Thursday, March 23, 2006

Balkan Beat Box & Matisyahu

You may be disappointed to learn that I had never tried to scalp tickets to a show before. I guess I am one of those prim people who works their ass off to get tickets ahead, and if they haven't got 'em, doesn't go. But no more. I am a new person.

I had planned my whole trip to Asheville because I wanted to see Balkan Beat Box and Matisyahu. Especially Balkan Beat Box. But then I dragged my feet buying tickets, not realizing what a phenom Matisyahu had become, and the tickets sold out.

But given how much of my recent life has had a Balkan Beat Box soundtrack, I couldn't let the prospect go. So I convinced the friend I was staying with to come along and we stood in the sad little line hoping to get any extra tickets that came about. Meanwhile I tried to work the line, but mostly I got heckled by punk-ass kids who had their tickets and weren't parting with them. About this moment I noticed that all the guys trying to scalp tickets were, well, guys.

Great.

So I went back to the line, but I realized what I had that none of those punk-ass guys had, that I could use to score a ticket. Yep, you guessed: a regularly paying job. I could offer more than they would, and fuck it, what is money for?

45 minutes of standing in line later, we had scored two tickets and were inside.

Balkan Beat Box did not disappoint. They did not bring as big an ensemble as Storsveit Nix Noltes did, but they had a couple of sax players along with a raucus guitarist, and the two main guys, one wearing and playing a drum and rapping, and the other doing percussion and whatever one does with a laptop to make the pre-recorded sounds come out.

The energy was enthralling, and even the (largely punk-ass) kids who had never heard of them got into the rhythms and the dancing. how can you resist, really?

And then like all opening acts--well, really only the good ones--it was over all too soon. For me, that 50 minutes or whatever was well worth the price of admission.

What I had not bargained on was what it would be like to witness (and I choose that word deliberately) a Matisyahu show. I knew that he performed highly spiritual reggae music, and that he brought to his music the energy of his faith along with his long interest in beat box and reggae music. OK. And his studio record is pretty interesting--absolutely compelling (although I am not the biggest fan of reggae or always of religiously infused music) but now that I have seen the show, I see the record gives absolutely no flavor of the intensity of his live show.

Because there is something surprising, maybe even if you're not in North Carolina, about seeing a traditionally dressed Hasid singing reggae. And then giving a brilliant spontaneous skill sample of his beat boxing, on his own and then in dialogue with his guitarist. I confess: I am a devoted fan of hybridized music, and this is no exception, but even that cannot account for the power of the show.

That power came from these amazing--seemingly fleeting, seemingly eternal--when he would launch into these glorious bursts of song, a desperately rising burst or lyricism amidst the otherwise fairly regular structure of the music. His voice had that perfect clarity that comes with the higher registers of male singing, carrying a real beauty and purity that you just don't find elsewhere in the vocal range of either gender. So I found myself standing there, dumbfounded, enthralled, not even wanting to dance or yell or do anything that might distract me from that perfect beauty.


**WHAT YOU WILL DO**
Would you copy every record exactly as it stands and drop the pictures?

**RECORD EXCERPTS**
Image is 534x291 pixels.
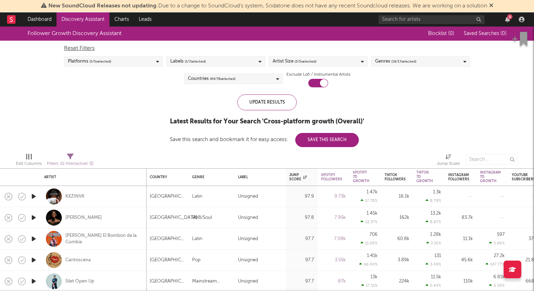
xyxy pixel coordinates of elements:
[192,235,202,243] div: Latin
[64,44,470,53] div: Reset Filters
[289,213,314,222] div: 97.8
[188,75,236,83] div: Countries
[493,274,505,279] div: 6.81k
[150,175,182,179] div: Country
[238,175,279,179] div: Label
[428,31,454,36] span: Blocklist
[289,256,314,264] div: 97.7
[505,17,510,22] button: 8
[448,213,473,222] div: 83.7k
[367,211,378,215] div: 1.45k
[44,175,140,179] div: Artist
[273,57,316,66] div: Artist Size
[238,256,258,264] div: Unsigned
[192,192,202,201] div: Latin
[192,277,231,285] div: Mainstream Electronic
[426,283,441,287] div: 5.44 %
[486,262,505,266] div: 147.77 %
[289,173,307,181] div: Jump Score
[238,213,258,222] div: Unsigned
[134,12,156,26] a: Leads
[437,150,460,171] div: Jump Score
[295,57,316,66] span: ( 5 / 5 selected)
[47,159,94,168] div: Filters
[238,277,258,285] div: Unsigned
[65,232,141,245] a: [PERSON_NAME] El Bombón de la Cumbia
[321,213,346,222] div: 7.95k
[359,262,378,266] div: 66.04 %
[465,154,518,165] input: Search...
[426,241,441,245] div: 2.16 %
[361,219,378,224] div: 22.37 %
[494,253,505,258] div: 27.2k
[426,198,441,203] div: 8.79 %
[150,192,185,201] div: [GEOGRAPHIC_DATA]
[16,159,42,168] div: Edit Columns
[150,235,185,243] div: [GEOGRAPHIC_DATA]
[185,57,206,66] span: ( 1 / 7 selected)
[16,150,42,171] div: Edit Columns
[437,159,460,168] div: Jump Score
[379,15,485,24] input: Search for artists
[448,31,454,36] span: ( 0 )
[361,241,378,245] div: 11.06 %
[65,214,102,221] a: [PERSON_NAME]
[65,257,91,263] a: Cantoscena
[385,213,409,222] div: 162k
[448,256,473,264] div: 45.6k
[426,219,441,224] div: 8.87 %
[170,57,206,66] div: Labels
[321,173,342,181] div: Spotify Followers
[57,12,109,26] a: Discovery Assistant
[431,274,441,279] div: 11.5k
[426,262,441,266] div: 3.49 %
[321,256,346,264] div: 3.55k
[192,175,227,179] div: Genre
[65,193,84,200] div: KXZINVK
[385,235,409,243] div: 60.8k
[289,277,314,285] div: 97.7
[47,150,94,171] div: Filters(11 filters active)
[489,241,505,245] div: 5.66 %
[430,232,441,237] div: 1.28k
[448,235,473,243] div: 11.1k
[286,70,350,79] label: Exclude Lofi / Instrumental Artists
[448,173,469,181] div: Instagram Followers
[192,256,201,264] div: Pop
[321,235,346,243] div: 7.09k
[367,253,378,258] div: 1.41k
[375,57,416,66] div: Genres
[361,283,378,287] div: 17.51 %
[192,213,212,222] div: R&B/Soul
[28,29,121,38] div: Follower Growth Discovery Assistant
[507,14,512,19] div: 8
[170,117,364,126] div: Latest Results for Your Search ' Cross-platform growth (Overall) '
[385,192,409,201] div: 16.1k
[238,235,258,243] div: Unsigned
[150,256,185,264] div: [GEOGRAPHIC_DATA]
[60,162,88,166] span: ( 11 filters active)
[464,31,506,36] span: Saved Searches
[210,75,236,83] span: ( 64 / 78 selected)
[65,278,94,284] a: Silet Open Up
[295,133,359,147] button: Save This Search
[391,57,416,66] span: ( 16 / 17 selected)
[238,192,258,201] div: Unsigned
[48,3,156,9] span: New SoundCloud Releases not updating
[370,274,378,279] div: 13k
[497,232,505,237] div: 597
[170,137,359,142] div: Save this search and bookmark it for easy access:
[367,190,378,194] div: 1.47k
[289,235,314,243] div: 97.7
[462,31,506,36] button: Saved Searches (0)
[150,213,197,222] div: [GEOGRAPHIC_DATA]
[237,94,297,110] div: Update Results
[321,277,346,285] div: 87k
[431,211,441,215] div: 13.2k
[89,57,111,66] span: ( 5 / 5 selected)
[321,192,346,201] div: 9.73k
[448,277,473,285] div: 110k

**OUTPUT FOR THIS TASK**
Image is 534x291 pixels.
xyxy pixel coordinates of elements:
[192,235,202,243] div: Latin
[64,44,470,53] div: Reset Filters
[289,213,314,222] div: 97.8
[188,75,236,83] div: Countries
[493,274,505,279] div: 6.81k
[150,175,182,179] div: Country
[238,175,279,179] div: Label
[428,31,454,36] span: Blocklist
[289,256,314,264] div: 97.7
[505,17,510,22] button: 8
[448,213,473,222] div: 83.7k
[367,211,378,215] div: 1.45k
[44,175,140,179] div: Artist
[273,57,316,66] div: Artist Size
[238,256,258,264] div: Unsigned
[192,192,202,201] div: Latin
[192,277,231,285] div: Mainstream Electronic
[426,283,441,287] div: 5.44 %
[486,262,505,266] div: 147.77 %
[289,173,307,181] div: Jump Score
[238,213,258,222] div: Unsigned
[134,12,156,26] a: Leads
[437,150,460,171] div: Jump Score
[295,57,316,66] span: ( 5 / 5 selected)
[47,159,94,168] div: Filters
[238,277,258,285] div: Unsigned
[65,232,141,245] a: [PERSON_NAME] El Bombón de la Cumbia
[321,213,346,222] div: 7.95k
[359,262,378,266] div: 66.04 %
[465,154,518,165] input: Search...
[426,241,441,245] div: 2.16 %
[361,219,378,224] div: 22.37 %
[494,253,505,258] div: 27.2k
[426,198,441,203] div: 8.79 %
[150,192,185,201] div: [GEOGRAPHIC_DATA]
[16,159,42,168] div: Edit Columns
[150,235,185,243] div: [GEOGRAPHIC_DATA]
[185,57,206,66] span: ( 1 / 7 selected)
[16,150,42,171] div: Edit Columns
[437,159,460,168] div: Jump Score
[379,15,485,24] input: Search for artists
[448,31,454,36] span: ( 0 )
[361,241,378,245] div: 11.06 %
[65,214,102,221] a: [PERSON_NAME]
[65,257,91,263] a: Cantoscena
[385,213,409,222] div: 162k
[448,256,473,264] div: 45.6k
[426,219,441,224] div: 8.87 %
[170,57,206,66] div: Labels
[321,173,342,181] div: Spotify Followers
[57,12,109,26] a: Discovery Assistant
[431,274,441,279] div: 11.5k
[426,262,441,266] div: 3.49 %
[321,256,346,264] div: 3.55k
[192,175,227,179] div: Genre
[65,193,84,200] div: KXZINVK
[385,235,409,243] div: 60.8k
[289,277,314,285] div: 97.7
[47,150,94,171] div: Filters(11 filters active)
[489,241,505,245] div: 5.66 %
[430,232,441,237] div: 1.28k
[448,235,473,243] div: 11.1k
[286,70,350,79] label: Exclude Lofi / Instrumental Artists
[448,173,469,181] div: Instagram Followers
[192,256,201,264] div: Pop
[321,235,346,243] div: 7.09k
[367,253,378,258] div: 1.41k
[375,57,416,66] div: Genres
[361,283,378,287] div: 17.51 %
[192,213,212,222] div: R&B/Soul
[28,29,121,38] div: Follower Growth Discovery Assistant
[507,14,512,19] div: 8
[170,117,364,126] div: Latest Results for Your Search ' Cross-platform growth (Overall) '
[385,192,409,201] div: 16.1k
[238,235,258,243] div: Unsigned
[150,256,185,264] div: [GEOGRAPHIC_DATA]
[60,162,88,166] span: ( 11 filters active)
[464,31,506,36] span: Saved Searches
[210,75,236,83] span: ( 64 / 78 selected)
[65,278,94,284] a: Silet Open Up
[295,133,359,147] button: Save This Search
[391,57,416,66] span: ( 16 / 17 selected)
[238,192,258,201] div: Unsigned
[48,3,156,9] span: New SoundCloud Releases not updating
[370,274,378,279] div: 13k
[497,232,505,237] div: 597
[170,137,359,142] div: Save this search and bookmark it for easy access:
[367,190,378,194] div: 1.47k
[289,235,314,243] div: 97.7
[462,31,506,36] button: Saved Searches (0)
[150,213,197,222] div: [GEOGRAPHIC_DATA]
[237,94,297,110] div: Update Results
[321,277,346,285] div: 87k
[431,211,441,215] div: 13.2k
[89,57,111,66] span: ( 5 / 5 selected)
[321,192,346,201] div: 9.73k
[448,277,473,285] div: 110k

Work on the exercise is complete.